Morris retires after 37 years of serving Stanly farmers
A familiar face will soon be missing from the USDA Farm Service Agency office in Stanly County as longtime program technician Karen Morris retires.
“You name it, I’ve done it,” Morris joked, one day before the 37th anniversary of her hire. “We provide service directly to farmers related to federal farm programs, so anything passed down from Congress we help administer on the local level.”
Morris started as a temporary hire with USDA.
“I was thinking maybe this will turn into something,” she said. “I needed the insurance that a full-time position would provide.”
A year and a half later, she had accepted a position as a full-time staffer and has been a mainstay with the agency ever since.
Her first duty after being hired as a temp was transferring farmland maps of the county to files.
“All that is computerized now, but back then it was a very time-consuming job,” she said.
Morris came in at the end of the hard-copy age, as most of the agency’s files now are digital. The transition was a major task, she said.
“Myself and other temps did quite a bit of data transfer as we shifted over to computers. All of our crop reports and statistics were done by hand before 1985.”
Now, Morris is involved with a number of federal programs administered through the local office. These include the Agriculture Risk (ARC) and Price Loss Coverage (PLC) programs, which provide financial protections to farmers from substantial drops in crop prices or revenues, and the USDA Commodity Loan program, in which value is established both on farm-stored grain and on grain in commercial storage.
“Farmers receive the value of the loan at the time a commodity loan is made,” said Morris. “Then the grain can be stored until the price goes up.”
The county has seen a number of changes in farming during Morris’ time with the agency.
“In 1985, there were five dairy farms in the county,” she said. “Now there is only one.”
Primary crops have changed as well.
“Cotton is our number one crop now,” she said, “as opposed to corn and others in the past.”
Having grown up on a dairy farm herself, Morris loves the farmers she sees on a daily basis, noting that many, while “threatening” to retire, continue year after year.
“I knew many of the farmers before I even started working here,” she said. “And after being out front (in the office) for 30-plus years, I’ve met quite a few more.”
On the subject of headaches the career has created, Morris noted only two, both created by the recent COVID-19 pandemic.
“COVID has made the job harder, both for us and the farmers. Social distancing requirements have resulted in changes so that reports, applications and other items our farmers are to submit can be done digitally.”
“However,” she added, “that’s a problem for a lot of our farmers who have not computerized their operations,” she said.
For those farmers, forms had to be printed out and handed out so they could complete them by hand.
In a similar vein, Morris expressed her dislike of telecommuting, another implementation resulting from COVID.
“I just don’t like it,” she said.
Retirement will give Morris time to “just enjoy it for a couple of months,” as well as volunteer at her church, and spend time with her husband, Todd, a gun library manager at Cabela’s in Fort Mill, South Carolina.
“It’s been a wonderful place to work,” said Morris. “It’s hard to believe it’s been 37 years.”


- _TASK BRIEF_
Wherever "dashed" appears in the records below, copy the line that holds it.

Extracts from a graphics dataset
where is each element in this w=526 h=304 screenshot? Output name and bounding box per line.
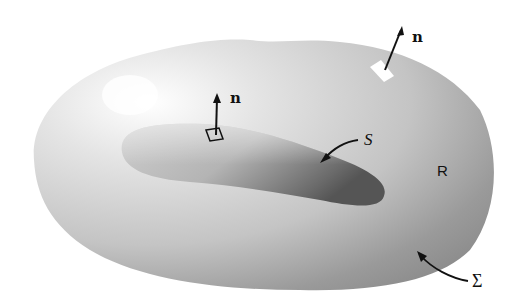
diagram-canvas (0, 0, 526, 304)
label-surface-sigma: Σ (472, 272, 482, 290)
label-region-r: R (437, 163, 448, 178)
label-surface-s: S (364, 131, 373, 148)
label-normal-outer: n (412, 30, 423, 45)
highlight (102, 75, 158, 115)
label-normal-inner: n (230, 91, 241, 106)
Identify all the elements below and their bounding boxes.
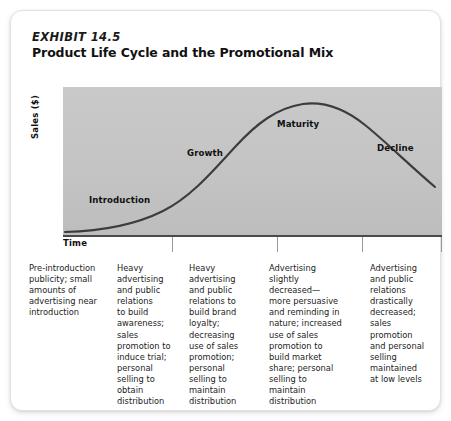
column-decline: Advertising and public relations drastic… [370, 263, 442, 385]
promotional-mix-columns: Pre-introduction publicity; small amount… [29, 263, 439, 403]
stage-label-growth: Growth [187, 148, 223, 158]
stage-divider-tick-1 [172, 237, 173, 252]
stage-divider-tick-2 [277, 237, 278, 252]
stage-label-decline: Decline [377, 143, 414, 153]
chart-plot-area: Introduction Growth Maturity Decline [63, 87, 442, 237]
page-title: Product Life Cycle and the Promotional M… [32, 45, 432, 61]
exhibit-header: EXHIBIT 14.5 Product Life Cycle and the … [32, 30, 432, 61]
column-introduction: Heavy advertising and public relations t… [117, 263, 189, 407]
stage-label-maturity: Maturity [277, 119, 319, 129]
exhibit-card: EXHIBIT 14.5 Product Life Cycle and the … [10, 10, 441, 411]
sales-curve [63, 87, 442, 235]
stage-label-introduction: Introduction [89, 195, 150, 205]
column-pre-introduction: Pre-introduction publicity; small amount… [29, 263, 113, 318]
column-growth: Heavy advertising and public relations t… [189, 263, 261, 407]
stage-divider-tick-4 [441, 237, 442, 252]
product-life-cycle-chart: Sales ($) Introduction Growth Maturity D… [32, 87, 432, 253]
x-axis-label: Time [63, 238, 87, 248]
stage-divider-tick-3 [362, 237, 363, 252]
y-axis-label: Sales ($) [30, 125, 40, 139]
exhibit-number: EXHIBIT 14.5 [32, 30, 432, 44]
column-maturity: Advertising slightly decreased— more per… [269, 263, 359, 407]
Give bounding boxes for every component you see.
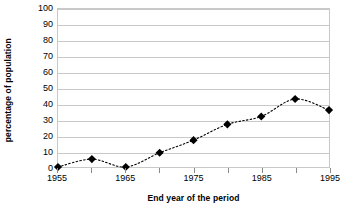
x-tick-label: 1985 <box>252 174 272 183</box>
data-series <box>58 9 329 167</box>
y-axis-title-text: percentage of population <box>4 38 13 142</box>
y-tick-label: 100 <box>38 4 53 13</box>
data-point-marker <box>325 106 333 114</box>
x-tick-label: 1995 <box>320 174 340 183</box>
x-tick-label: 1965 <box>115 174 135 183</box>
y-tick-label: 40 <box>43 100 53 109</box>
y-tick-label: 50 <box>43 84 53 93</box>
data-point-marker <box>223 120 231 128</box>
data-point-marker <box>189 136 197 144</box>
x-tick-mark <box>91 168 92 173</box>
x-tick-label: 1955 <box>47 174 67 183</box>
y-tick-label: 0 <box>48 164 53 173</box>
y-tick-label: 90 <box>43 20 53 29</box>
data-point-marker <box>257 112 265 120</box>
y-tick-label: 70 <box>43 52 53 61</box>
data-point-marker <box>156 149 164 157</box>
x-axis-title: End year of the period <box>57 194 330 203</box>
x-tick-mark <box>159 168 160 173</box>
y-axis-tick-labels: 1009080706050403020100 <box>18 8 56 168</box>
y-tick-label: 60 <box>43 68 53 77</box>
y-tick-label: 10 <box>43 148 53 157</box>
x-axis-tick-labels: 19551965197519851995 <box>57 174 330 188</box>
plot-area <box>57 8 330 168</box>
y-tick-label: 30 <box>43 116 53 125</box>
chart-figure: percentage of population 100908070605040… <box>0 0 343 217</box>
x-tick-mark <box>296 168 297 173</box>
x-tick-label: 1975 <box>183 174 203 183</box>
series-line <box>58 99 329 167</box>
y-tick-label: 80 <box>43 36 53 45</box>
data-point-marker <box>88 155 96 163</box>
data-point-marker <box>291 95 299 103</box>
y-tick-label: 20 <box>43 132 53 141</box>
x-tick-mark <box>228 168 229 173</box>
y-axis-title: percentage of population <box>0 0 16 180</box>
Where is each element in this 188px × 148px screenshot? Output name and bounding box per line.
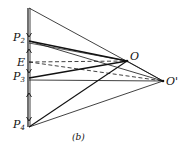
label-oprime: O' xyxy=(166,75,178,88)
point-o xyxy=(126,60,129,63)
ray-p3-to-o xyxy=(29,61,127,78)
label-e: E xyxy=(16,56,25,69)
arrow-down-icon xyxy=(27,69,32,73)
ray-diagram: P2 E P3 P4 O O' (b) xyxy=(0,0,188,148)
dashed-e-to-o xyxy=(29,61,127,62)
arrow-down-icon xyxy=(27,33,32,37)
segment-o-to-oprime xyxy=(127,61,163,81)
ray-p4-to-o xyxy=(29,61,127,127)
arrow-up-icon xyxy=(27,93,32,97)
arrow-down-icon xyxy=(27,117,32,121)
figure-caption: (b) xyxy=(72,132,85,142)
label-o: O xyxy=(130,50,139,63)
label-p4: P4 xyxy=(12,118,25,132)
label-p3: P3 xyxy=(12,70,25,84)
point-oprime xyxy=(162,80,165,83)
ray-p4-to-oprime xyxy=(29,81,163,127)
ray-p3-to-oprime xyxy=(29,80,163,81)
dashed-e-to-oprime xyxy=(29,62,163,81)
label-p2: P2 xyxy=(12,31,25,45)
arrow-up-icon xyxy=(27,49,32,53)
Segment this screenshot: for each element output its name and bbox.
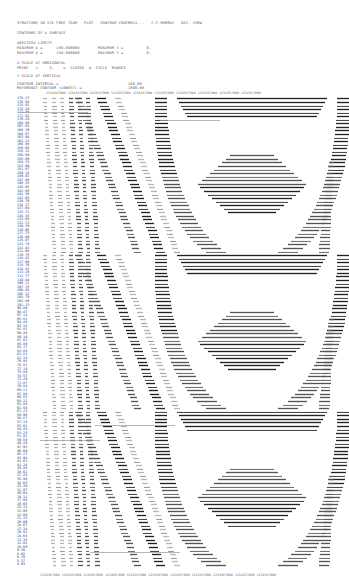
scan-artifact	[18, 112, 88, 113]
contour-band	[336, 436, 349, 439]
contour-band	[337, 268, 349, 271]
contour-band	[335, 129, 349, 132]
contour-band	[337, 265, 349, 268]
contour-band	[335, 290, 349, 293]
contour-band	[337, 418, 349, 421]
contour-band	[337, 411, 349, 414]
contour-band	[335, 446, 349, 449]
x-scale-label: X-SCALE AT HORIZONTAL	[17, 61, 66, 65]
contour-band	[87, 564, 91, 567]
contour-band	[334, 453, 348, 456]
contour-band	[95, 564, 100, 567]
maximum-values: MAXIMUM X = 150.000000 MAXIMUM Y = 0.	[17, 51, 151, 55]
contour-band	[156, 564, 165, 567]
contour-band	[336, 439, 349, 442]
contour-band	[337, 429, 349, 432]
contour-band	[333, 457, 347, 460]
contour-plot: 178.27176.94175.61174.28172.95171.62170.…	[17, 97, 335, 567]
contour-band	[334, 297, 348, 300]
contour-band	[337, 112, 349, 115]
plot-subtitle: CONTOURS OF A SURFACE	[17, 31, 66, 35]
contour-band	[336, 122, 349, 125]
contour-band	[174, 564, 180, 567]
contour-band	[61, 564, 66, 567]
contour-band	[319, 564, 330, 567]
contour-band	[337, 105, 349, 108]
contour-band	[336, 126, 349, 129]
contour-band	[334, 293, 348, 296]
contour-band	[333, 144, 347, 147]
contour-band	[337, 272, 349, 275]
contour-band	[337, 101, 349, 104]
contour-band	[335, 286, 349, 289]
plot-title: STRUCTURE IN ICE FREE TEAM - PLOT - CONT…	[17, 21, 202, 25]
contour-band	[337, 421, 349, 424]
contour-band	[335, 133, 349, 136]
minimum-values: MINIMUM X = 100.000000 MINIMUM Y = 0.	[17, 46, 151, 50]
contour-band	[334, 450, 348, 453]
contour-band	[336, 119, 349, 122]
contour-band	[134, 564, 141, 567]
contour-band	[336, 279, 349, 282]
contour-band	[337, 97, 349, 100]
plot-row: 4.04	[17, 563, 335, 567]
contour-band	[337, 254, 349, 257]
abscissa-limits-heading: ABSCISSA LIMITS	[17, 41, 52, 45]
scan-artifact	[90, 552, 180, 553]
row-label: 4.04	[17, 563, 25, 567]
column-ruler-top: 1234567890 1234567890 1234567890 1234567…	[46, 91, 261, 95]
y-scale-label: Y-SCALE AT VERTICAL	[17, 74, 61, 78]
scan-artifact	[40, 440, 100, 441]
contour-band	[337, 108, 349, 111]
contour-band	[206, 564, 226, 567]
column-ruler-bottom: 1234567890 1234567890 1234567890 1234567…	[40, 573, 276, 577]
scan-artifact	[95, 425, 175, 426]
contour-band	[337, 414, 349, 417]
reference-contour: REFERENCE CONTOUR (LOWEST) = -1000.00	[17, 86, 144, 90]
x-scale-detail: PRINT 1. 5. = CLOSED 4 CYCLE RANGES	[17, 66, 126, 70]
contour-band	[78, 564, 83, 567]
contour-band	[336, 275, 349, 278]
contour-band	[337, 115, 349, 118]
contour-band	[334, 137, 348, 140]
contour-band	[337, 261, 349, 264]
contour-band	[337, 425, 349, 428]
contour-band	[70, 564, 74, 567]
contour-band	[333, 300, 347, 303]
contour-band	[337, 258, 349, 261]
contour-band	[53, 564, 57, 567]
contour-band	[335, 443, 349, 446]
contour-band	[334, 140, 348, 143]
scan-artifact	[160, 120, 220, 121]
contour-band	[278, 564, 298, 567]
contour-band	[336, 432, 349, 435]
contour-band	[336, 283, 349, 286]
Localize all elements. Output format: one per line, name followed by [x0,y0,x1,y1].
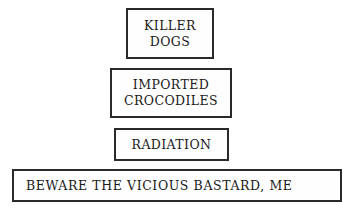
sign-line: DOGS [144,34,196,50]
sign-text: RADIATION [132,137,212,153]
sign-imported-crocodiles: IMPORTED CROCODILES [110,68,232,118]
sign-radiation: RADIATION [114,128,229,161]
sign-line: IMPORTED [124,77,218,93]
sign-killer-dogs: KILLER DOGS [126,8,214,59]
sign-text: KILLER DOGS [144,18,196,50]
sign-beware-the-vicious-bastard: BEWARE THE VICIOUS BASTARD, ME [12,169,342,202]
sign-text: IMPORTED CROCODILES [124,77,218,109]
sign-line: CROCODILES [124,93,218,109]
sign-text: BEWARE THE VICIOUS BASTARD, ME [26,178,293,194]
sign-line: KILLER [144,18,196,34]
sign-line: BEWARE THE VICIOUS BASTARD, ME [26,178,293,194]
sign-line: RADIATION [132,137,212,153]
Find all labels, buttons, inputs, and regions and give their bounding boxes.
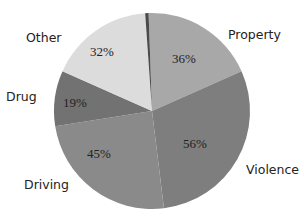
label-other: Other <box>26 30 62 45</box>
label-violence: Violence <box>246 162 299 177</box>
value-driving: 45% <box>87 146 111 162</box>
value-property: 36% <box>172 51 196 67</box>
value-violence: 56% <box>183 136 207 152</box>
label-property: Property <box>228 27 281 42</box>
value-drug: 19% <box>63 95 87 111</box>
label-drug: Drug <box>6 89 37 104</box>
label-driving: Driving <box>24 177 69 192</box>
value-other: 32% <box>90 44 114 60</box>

- _FINISHED TASK_
dashed-e-to-o xyxy=(29,61,127,62)
dashed-e-to-oprime xyxy=(29,62,163,81)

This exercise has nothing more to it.